::: Provided records

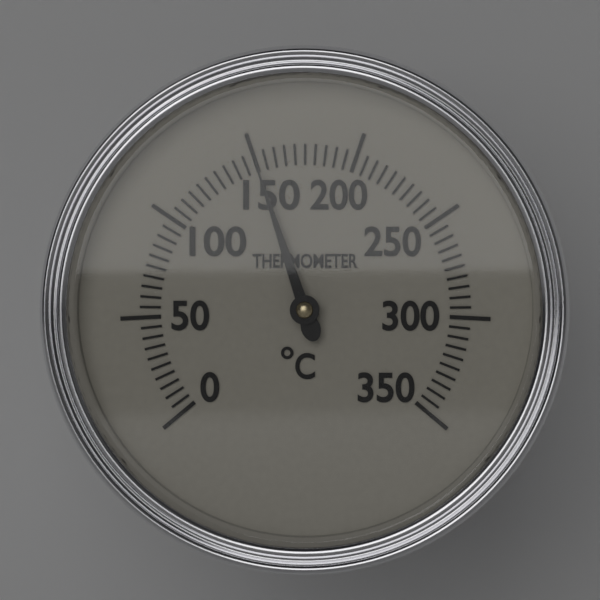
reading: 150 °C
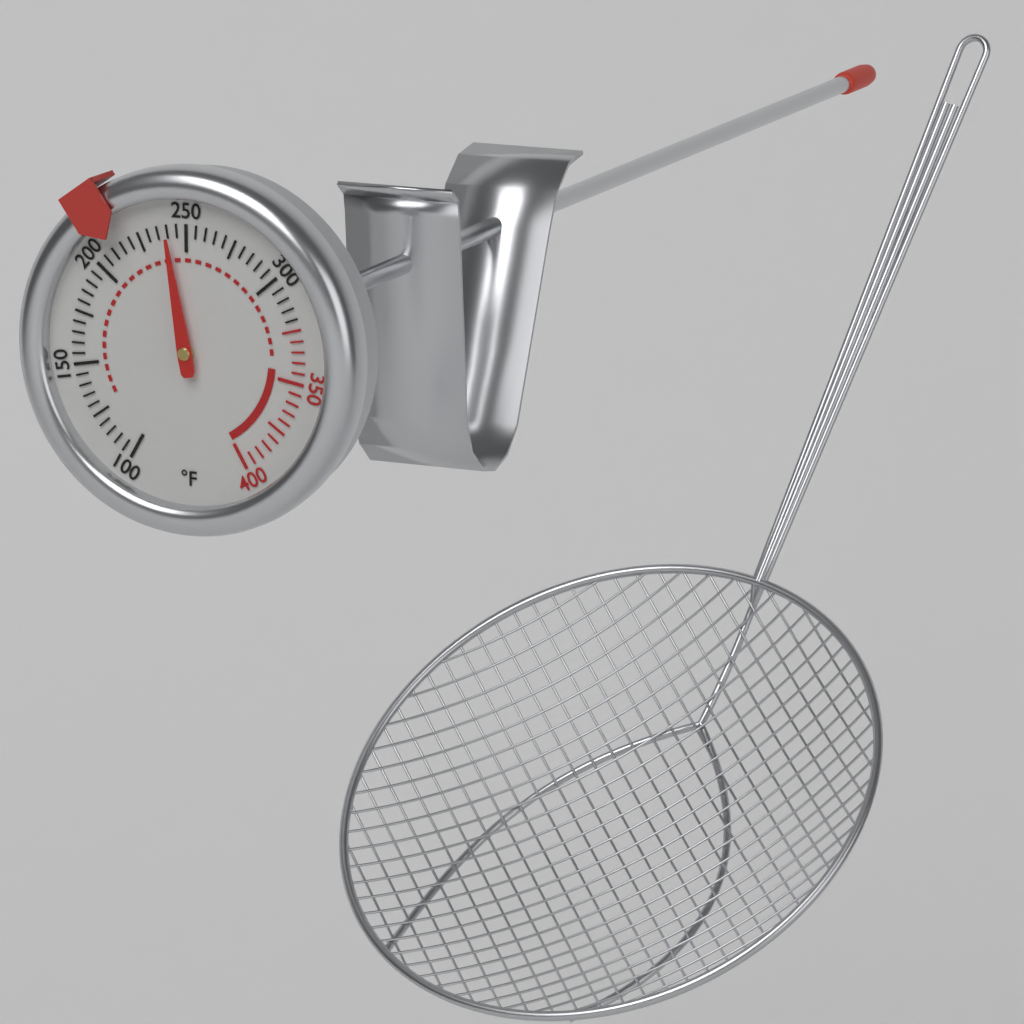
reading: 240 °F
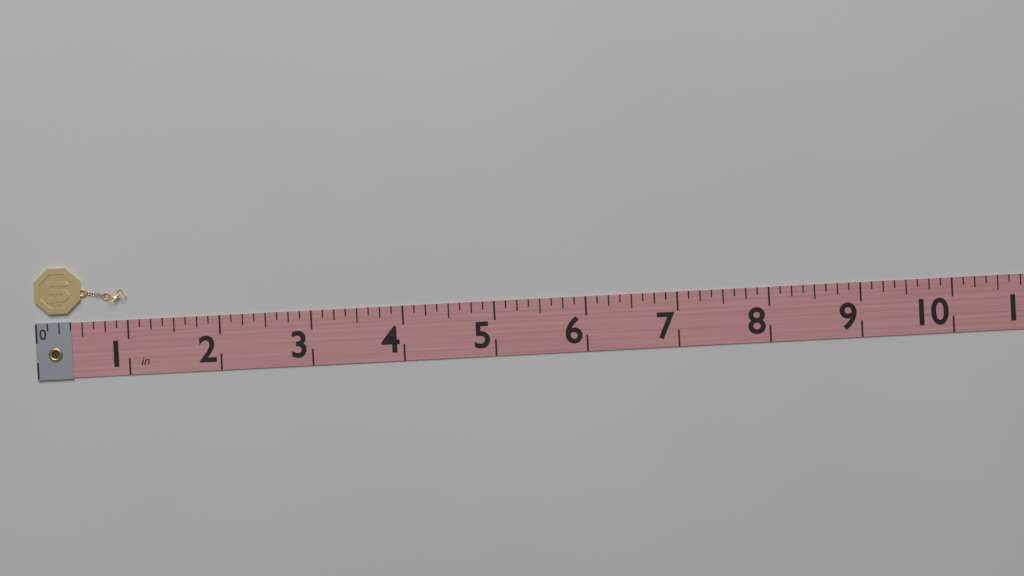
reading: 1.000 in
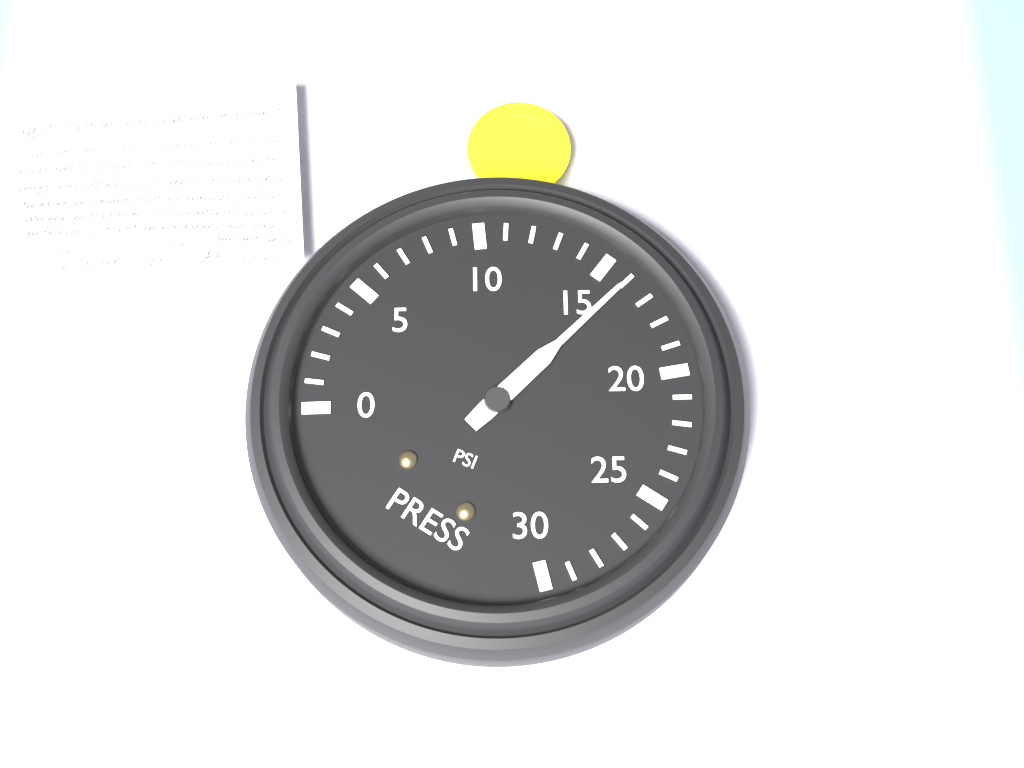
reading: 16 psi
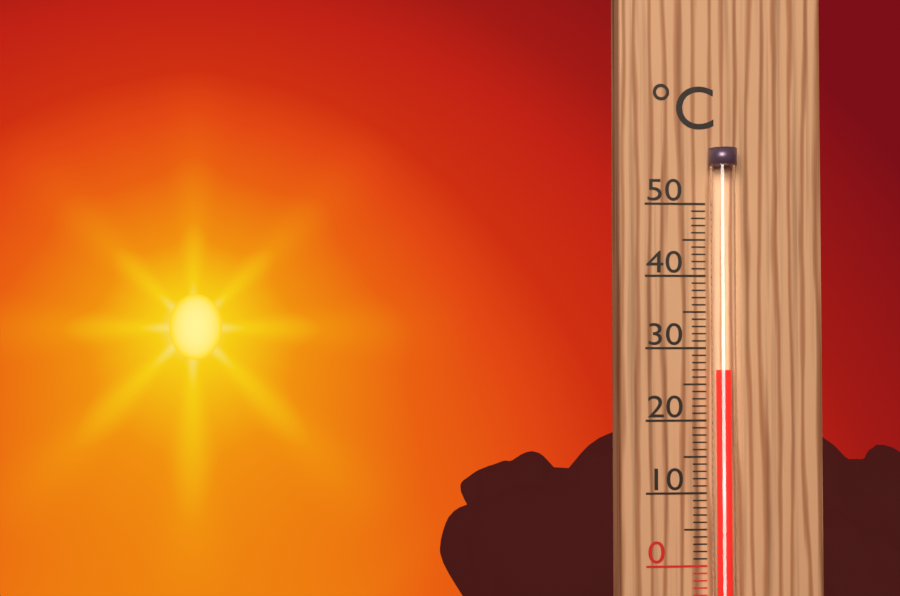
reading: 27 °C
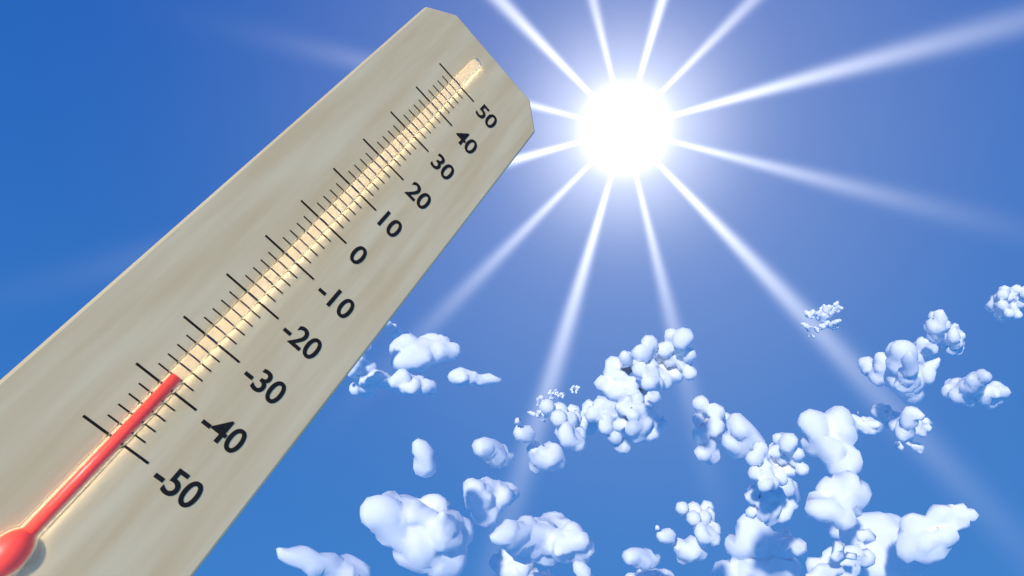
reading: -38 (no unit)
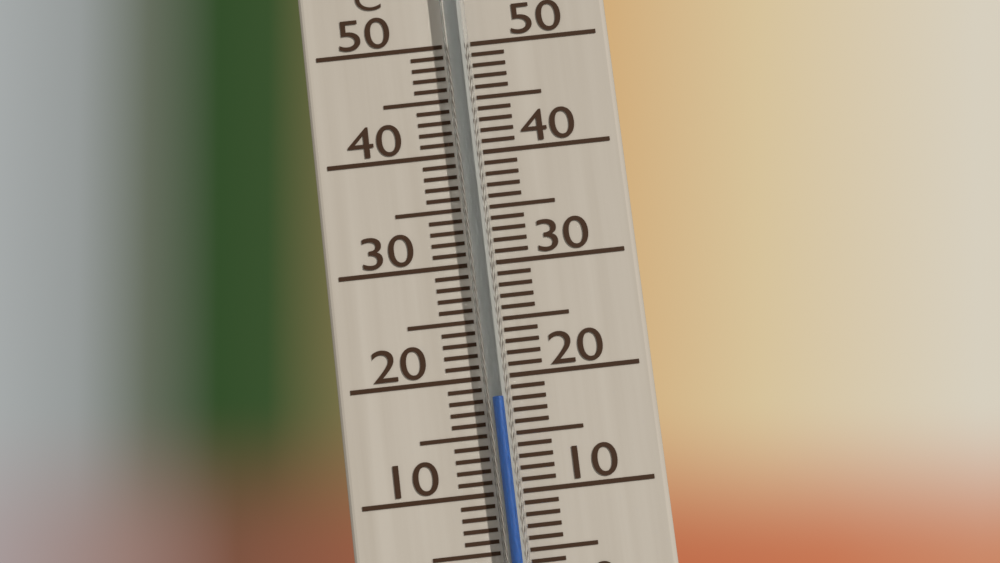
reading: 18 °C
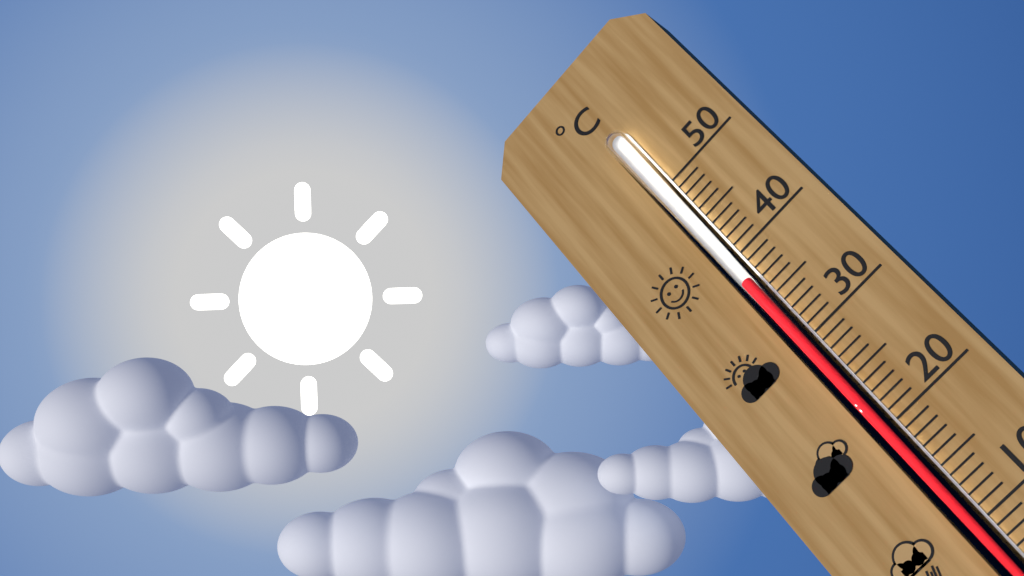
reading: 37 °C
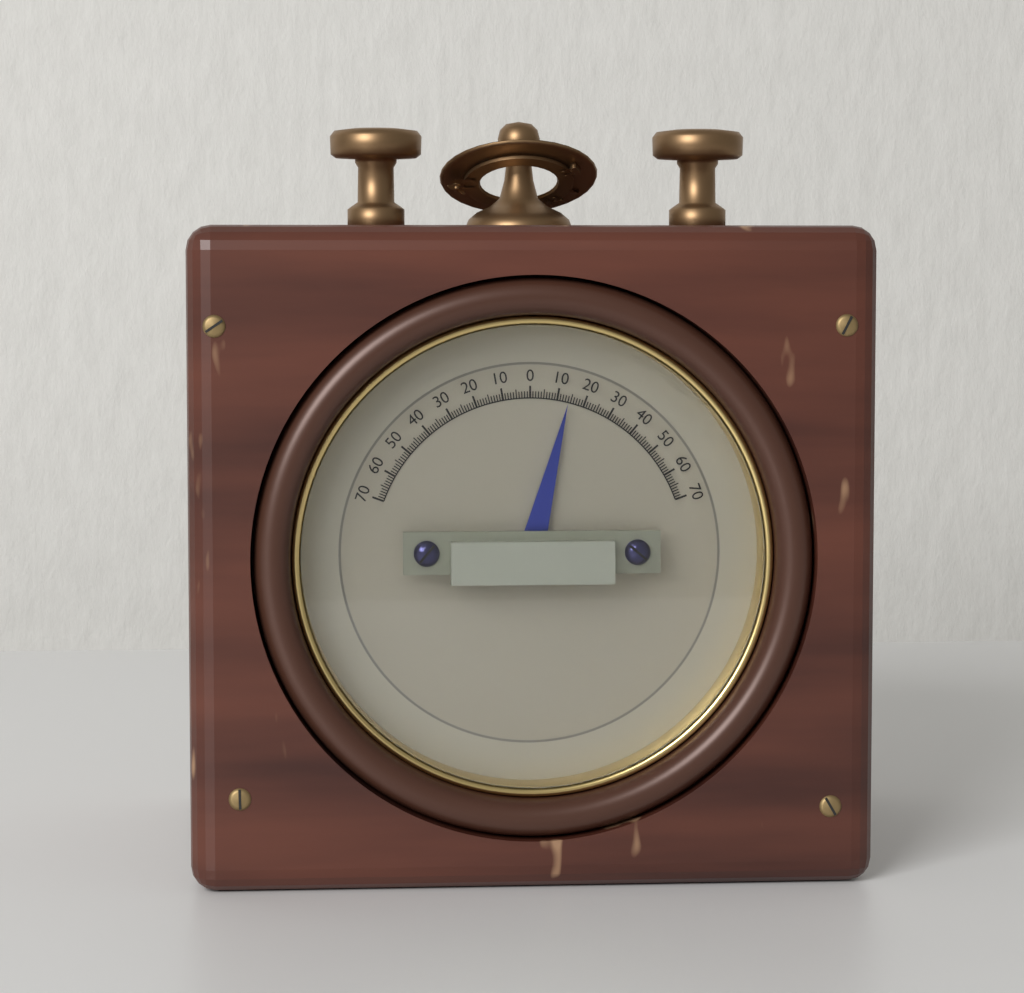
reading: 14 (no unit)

::::::

What is being asked:
Repeat the listing above word for word, omitting the pictures.

Answer to the problem:
reading: 150 °C
reading: 240 °F
reading: 1.000 in
reading: 16 psi
reading: 27 °C
reading: -38 (no unit)
reading: 18 °C
reading: 37 °C
reading: 14 (no unit)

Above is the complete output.